Mr P.V. Narasimha Rao, despite his appointments with various city courts, has presented a grateful nation with a novel purporting to diagnose the national malaise. And Mr V.P. Singh, when not putting disparate coalitions together, is a furious and energetic painter eager to exhibit his talent. (Mr I.K. Gujral regularly quotes Ghalib and Faiz at CTBT-type seminars at the India International Centre, but, mercifully, he has spared us his own flirtations with the muse.)
Alas, our joy must remain short-lived. Atalji's poetry though well-intentioned and frequently rousing is considered by serious Hindi poets as embarrassing, and if he were not as eminent as he is, he would have difficulty finding a publisher. PVNR's much-heralded fictional foray encompasses banality and verbosity and presumptuous preaching in equal measure, and he too, had he not been a former PM, would have a desk-full of rejection slips. Vishwanath Pratapji's brush strokes may calm his nerves and yield therapeutic benefits for the patient; unfortunately they fall into the category of the rich, bored wife dabbling with paint and colour on free afternoons.
I hope my mild critique will not deter other politicos with time on their hands from assorted cerebral pursuits. If our political masters develop tastes besides defection and "illegal gratification", etc, Indian democracy will be qualitatively richer. Who knows in the next millennium, the benches of the Lok Sabha might throw up a Jnanpith or Booker Prize winner. In the meantime, however, a harassed electorate could in all fairness request its rulers to put poems under the pillow, fictions in a Godrej almirah (to avoid unauthorised leaks!) and paintings in a garage.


» EXERCISE DIRECTIONS: Reproduce each line of the entries that carries "feedback".

Items from a figure collection
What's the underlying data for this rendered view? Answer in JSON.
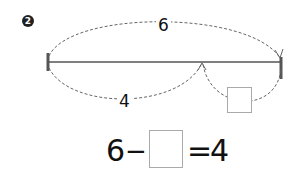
{
  "problem": {
    "number": "2",
    "number_glyph": "❷"
  },
  "diagram": {
    "whole_label": "6",
    "part_label": "4",
    "unknown_part": ""
  },
  "equation": {
    "left": "6",
    "operator": "−",
    "blank": "",
    "equals": "=",
    "right": "4"
  },
  "colors": {
    "line": "#555555",
    "dash": "#666666",
    "box_border": "#aaaaaa",
    "text": "#111111"
  }
}
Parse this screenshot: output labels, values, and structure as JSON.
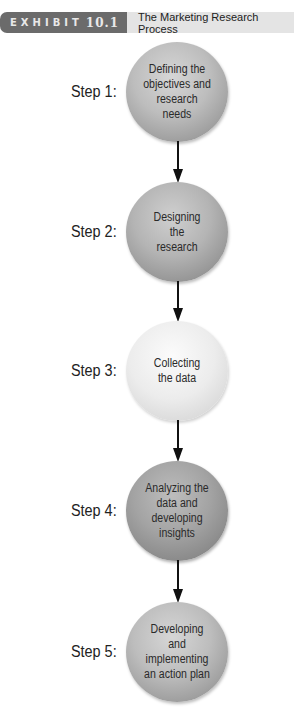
{
  "header": {
    "exhibit_label": "EXHIBIT",
    "exhibit_number": "10.1",
    "title": "The Marketing Research Process"
  },
  "steps": [
    {
      "label": "Step 1:",
      "text": "Defining the objectives and research needs"
    },
    {
      "label": "Step 2:",
      "text": "Designing the research"
    },
    {
      "label": "Step 3:",
      "text": "Collecting the data"
    },
    {
      "label": "Step 4:",
      "text": "Analyzing the data and developing insights"
    },
    {
      "label": "Step 5:",
      "text": "Developing and implementing an action plan"
    }
  ],
  "colors": {
    "header_tag_bg": "#6b6b6b",
    "header_title_bg": "#e4e4e4",
    "arrow": "#111111"
  }
}
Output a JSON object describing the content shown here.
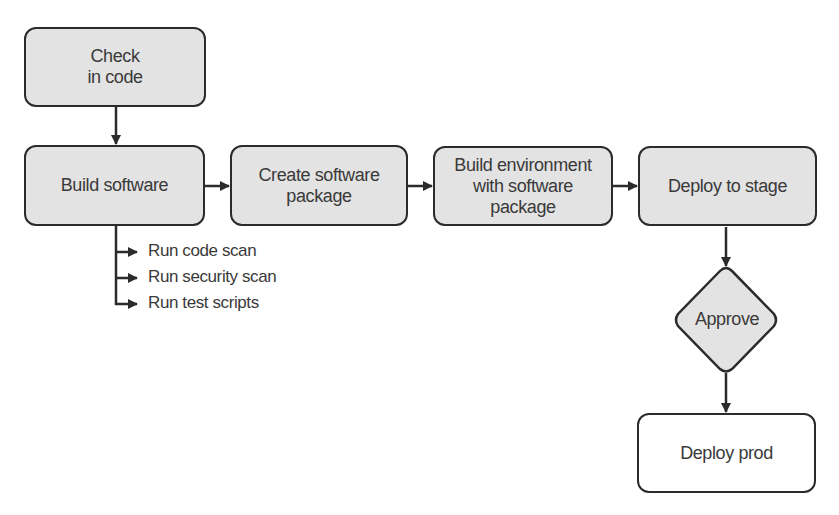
{
  "diagram": {
    "type": "flowchart",
    "colors": {
      "node_fill": "#e3e3e3",
      "node_border": "#2b2b2b",
      "final_node_fill": "#ffffff",
      "text": "#3a3a3a"
    },
    "nodes": {
      "check_in": {
        "label": "Check\nin code",
        "shape": "rounded-rect"
      },
      "build": {
        "label": "Build software",
        "shape": "rounded-rect"
      },
      "package": {
        "label": "Create software\npackage",
        "shape": "rounded-rect"
      },
      "environment": {
        "label": "Build environment\nwith software\npackage",
        "shape": "rounded-rect"
      },
      "stage": {
        "label": "Deploy to stage",
        "shape": "rounded-rect"
      },
      "approve": {
        "label": "Approve",
        "shape": "diamond"
      },
      "prod": {
        "label": "Deploy prod",
        "shape": "rounded-rect"
      }
    },
    "build_substeps": [
      {
        "label": "Run code scan"
      },
      {
        "label": "Run security scan"
      },
      {
        "label": "Run test scripts"
      }
    ],
    "edges": [
      {
        "from": "check_in",
        "to": "build"
      },
      {
        "from": "build",
        "to": "package"
      },
      {
        "from": "package",
        "to": "environment"
      },
      {
        "from": "environment",
        "to": "stage"
      },
      {
        "from": "stage",
        "to": "approve"
      },
      {
        "from": "approve",
        "to": "prod"
      }
    ]
  }
}
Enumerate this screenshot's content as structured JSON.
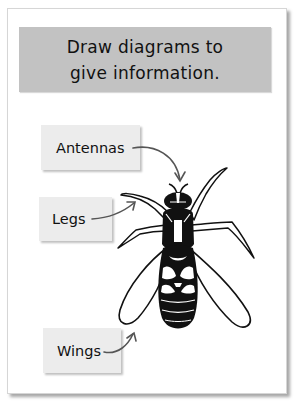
{
  "header": {
    "line1": "Draw diagrams to",
    "line2": "give information."
  },
  "diagram": {
    "labels": [
      {
        "id": "antennas",
        "text": "Antennas"
      },
      {
        "id": "legs",
        "text": "Legs"
      },
      {
        "id": "wings",
        "text": "Wings"
      }
    ]
  },
  "colors": {
    "header_bg": "#c2c2c2",
    "label_bg": "#ececec",
    "arrow": "#555555",
    "ink": "#111111"
  }
}
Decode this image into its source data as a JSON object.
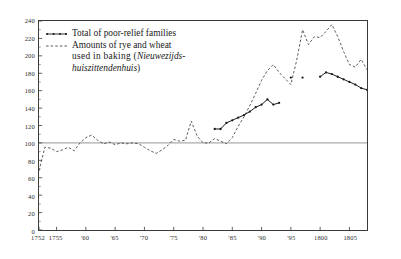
{
  "chart_data": {
    "type": "line",
    "title": "",
    "xlabel": "",
    "ylabel": "",
    "xlim": [
      1752,
      1808
    ],
    "ylim": [
      0,
      240
    ],
    "grid": false,
    "reference_line": 100,
    "legend_position": "top-left",
    "y_ticks": [
      0,
      20,
      40,
      60,
      80,
      100,
      120,
      140,
      160,
      180,
      200,
      220,
      240
    ],
    "y_tick_labels": [
      "0",
      "20",
      "40",
      "60",
      "80",
      "100",
      "120",
      "140",
      "160",
      "180",
      "200",
      "220",
      "240"
    ],
    "x_ticks": [
      1752,
      1755,
      1760,
      1765,
      1770,
      1775,
      1780,
      1785,
      1790,
      1795,
      1800,
      1805
    ],
    "x_tick_labels": [
      "1752",
      "1755",
      "'60",
      "'65",
      "'70",
      "'75",
      "'80",
      "'85",
      "'90",
      "'95",
      "1800",
      "1805"
    ],
    "series": [
      {
        "name": "Total of poor-relief families",
        "style": "solid-with-markers",
        "color": "#1a1a1a",
        "x": [
          1782,
          1783,
          1784,
          1785,
          1786,
          1787,
          1788,
          1789,
          1790,
          1791,
          1792,
          1793,
          1795,
          1797,
          1800,
          1801,
          1802,
          1803,
          1804,
          1805,
          1806,
          1807,
          1808
        ],
        "y": [
          116,
          116,
          123,
          126,
          129,
          132,
          136,
          141,
          144,
          150,
          144,
          146,
          175,
          175,
          176,
          181,
          179,
          176,
          173,
          170,
          167,
          163,
          161
        ],
        "segments": [
          {
            "x": [
              1782,
              1783,
              1784,
              1785,
              1786,
              1787,
              1788,
              1789,
              1790,
              1791,
              1792,
              1793
            ],
            "y": [
              116,
              116,
              123,
              126,
              129,
              132,
              136,
              141,
              144,
              150,
              144,
              146
            ]
          },
          {
            "x": [
              1800,
              1801,
              1802,
              1803,
              1804,
              1805,
              1806,
              1807,
              1808
            ],
            "y": [
              176,
              181,
              179,
              176,
              173,
              170,
              167,
              163,
              161
            ]
          }
        ],
        "isolated_points": [
          {
            "x": 1795,
            "y": 175
          },
          {
            "x": 1797,
            "y": 175
          }
        ]
      },
      {
        "name": "Amounts of rye and wheat used in baking (Nieuwezijdshuiszittendenhuis)",
        "style": "dashed",
        "color": "#4a4a4a",
        "x": [
          1752,
          1753,
          1754,
          1755,
          1756,
          1757,
          1758,
          1759,
          1760,
          1761,
          1762,
          1763,
          1764,
          1765,
          1766,
          1767,
          1768,
          1769,
          1770,
          1771,
          1772,
          1773,
          1774,
          1775,
          1776,
          1777,
          1778,
          1779,
          1780,
          1781,
          1782,
          1783,
          1784,
          1785,
          1786,
          1787,
          1788,
          1789,
          1790,
          1791,
          1792,
          1793,
          1794,
          1795,
          1796,
          1797,
          1798,
          1799,
          1800,
          1801,
          1802,
          1803,
          1804,
          1805,
          1806,
          1807,
          1808
        ],
        "y": [
          68,
          95,
          94,
          90,
          92,
          95,
          91,
          100,
          106,
          109,
          103,
          99,
          101,
          98,
          100,
          99,
          100,
          99,
          95,
          91,
          88,
          92,
          97,
          104,
          102,
          103,
          125,
          108,
          100,
          100,
          105,
          102,
          99,
          106,
          119,
          130,
          143,
          157,
          172,
          183,
          190,
          181,
          174,
          167,
          195,
          230,
          213,
          222,
          221,
          228,
          236,
          222,
          205,
          190,
          187,
          196,
          184
        ]
      }
    ]
  },
  "legend": {
    "items": [
      {
        "key": "solid-marker-line",
        "line1": "Total of poor-relief families",
        "line2": "",
        "line3": ""
      },
      {
        "key": "dashed-line",
        "line1": "Amounts of rye and wheat",
        "line2_plain": "used    in   baking (",
        "line2_italic": "Nieuwezijds-",
        "line3_italic": "huiszittendenhuis",
        "line3_plain": ")"
      }
    ]
  }
}
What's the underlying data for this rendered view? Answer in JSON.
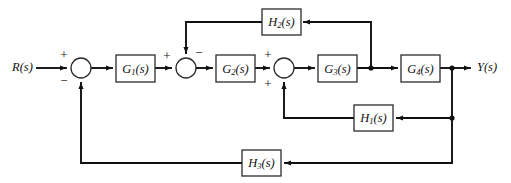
{
  "diagram": {
    "type": "block-diagram",
    "background_color": "#ffffff",
    "line_color": "#111111",
    "block_fill": "#ffffff",
    "block_stroke": "#2b2b2b",
    "io": {
      "input_label": "R(s)",
      "output_label": "Y(s)"
    },
    "blocks": [
      {
        "id": "G1",
        "base": "G",
        "sub": "1",
        "arg": "(s)",
        "label": "G1(s)",
        "x": 116,
        "y": 55,
        "w": 39,
        "h": 27
      },
      {
        "id": "G2",
        "base": "G",
        "sub": "2",
        "arg": "(s)",
        "label": "G2(s)",
        "x": 216,
        "y": 55,
        "w": 39,
        "h": 27
      },
      {
        "id": "G3",
        "base": "G",
        "sub": "3",
        "arg": "(s)",
        "label": "G3(s)",
        "x": 318,
        "y": 55,
        "w": 39,
        "h": 27
      },
      {
        "id": "G4",
        "base": "G",
        "sub": "4",
        "arg": "(s)",
        "label": "G4(s)",
        "x": 401,
        "y": 55,
        "w": 39,
        "h": 27
      },
      {
        "id": "H1",
        "base": "H",
        "sub": "1",
        "arg": "(s)",
        "label": "H1(s)",
        "x": 354,
        "y": 105,
        "w": 39,
        "h": 26
      },
      {
        "id": "H2",
        "base": "H",
        "sub": "2",
        "arg": "(s)",
        "label": "H2(s)",
        "x": 262,
        "y": 9,
        "w": 39,
        "h": 26
      },
      {
        "id": "H3",
        "base": "H",
        "sub": "3",
        "arg": "(s)",
        "label": "H3(s)",
        "x": 242,
        "y": 150,
        "w": 39,
        "h": 26
      }
    ],
    "summing_junctions": [
      {
        "id": "sum1",
        "cx": 81,
        "cy": 68,
        "r": 10,
        "signs": [
          {
            "symbol": "+",
            "position": "top-left",
            "x": 64,
            "y": 56
          },
          {
            "symbol": "−",
            "position": "bottom-left",
            "x": 64,
            "y": 82
          }
        ]
      },
      {
        "id": "sum2",
        "cx": 186,
        "cy": 68,
        "r": 10,
        "signs": [
          {
            "symbol": "+",
            "position": "left",
            "x": 167,
            "y": 57
          },
          {
            "symbol": "−",
            "position": "top-right",
            "x": 199,
            "y": 54
          }
        ]
      },
      {
        "id": "sum3",
        "cx": 284,
        "cy": 68,
        "r": 10,
        "signs": [
          {
            "symbol": "+",
            "position": "top-left",
            "x": 268,
            "y": 56
          },
          {
            "symbol": "+",
            "position": "bottom-left",
            "x": 268,
            "y": 85
          }
        ]
      }
    ],
    "junction_nodes": [
      {
        "id": "node-after-G3",
        "x": 371,
        "y": 68,
        "r": 2.6
      },
      {
        "id": "node-after-G4",
        "x": 452,
        "y": 68,
        "r": 2.6
      },
      {
        "id": "node-H1-tap",
        "x": 452,
        "y": 118,
        "r": 2.6
      }
    ],
    "signal_paths": [
      {
        "id": "input-to-sum1",
        "from": "R(s)",
        "to": "sum1",
        "direction": "right"
      },
      {
        "id": "sum1-to-G1",
        "from": "sum1",
        "to": "G1",
        "direction": "right"
      },
      {
        "id": "G1-to-sum2",
        "from": "G1",
        "to": "sum2",
        "direction": "right"
      },
      {
        "id": "sum2-to-G2",
        "from": "sum2",
        "to": "G2",
        "direction": "right"
      },
      {
        "id": "G2-to-sum3",
        "from": "G2",
        "to": "sum3",
        "direction": "right"
      },
      {
        "id": "sum3-to-G3",
        "from": "sum3",
        "to": "G3",
        "direction": "right"
      },
      {
        "id": "G3-to-G4",
        "from": "G3",
        "to": "G4",
        "direction": "right"
      },
      {
        "id": "G4-to-output",
        "from": "G4",
        "to": "Y(s)",
        "direction": "right"
      },
      {
        "id": "H2-feedback",
        "from": "node-after-G3",
        "to": "sum2",
        "direction": "right-to-left-then-down",
        "via": "H2"
      },
      {
        "id": "H1-feedback",
        "from": "node-after-G4",
        "to": "sum3",
        "direction": "right-to-left-then-up",
        "via": "H1"
      },
      {
        "id": "H3-feedback",
        "from": "node-after-G4",
        "to": "sum1",
        "direction": "right-to-left-then-up",
        "via": "H3"
      }
    ]
  }
}
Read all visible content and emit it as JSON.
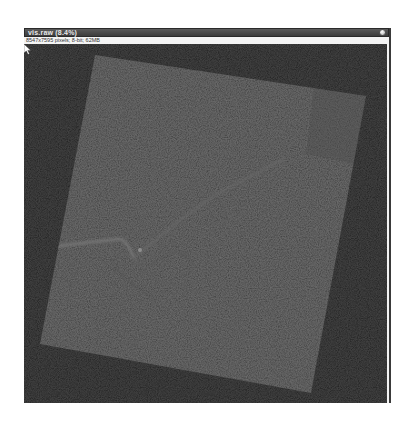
{
  "window": {
    "title": "vis.raw (8.4%)",
    "info": "8547x7595 pixels; 8-bit; 62MB",
    "close_icon": "close-circle-icon"
  },
  "image": {
    "description": "Rotated grayscale satellite raster with river features",
    "background_color": "#151515",
    "scene_color": "#3a3a3a",
    "corners": {
      "top_left": [
        95,
        55
      ],
      "top_right": [
        366,
        96
      ],
      "bottom_right": [
        311,
        393
      ],
      "bottom_left": [
        40,
        344
      ]
    }
  },
  "cursor": {
    "icon": "mouse-pointer-icon",
    "position": [
      347,
      228
    ]
  }
}
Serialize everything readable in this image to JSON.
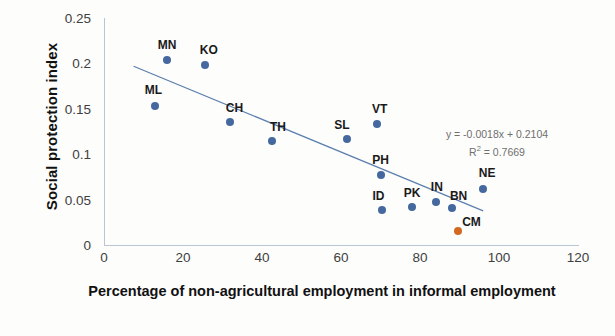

» TASK RESPONSE:
        "id": "H2-feedback",
        "id": "H1-feedback",
        "id": "H3-feedback",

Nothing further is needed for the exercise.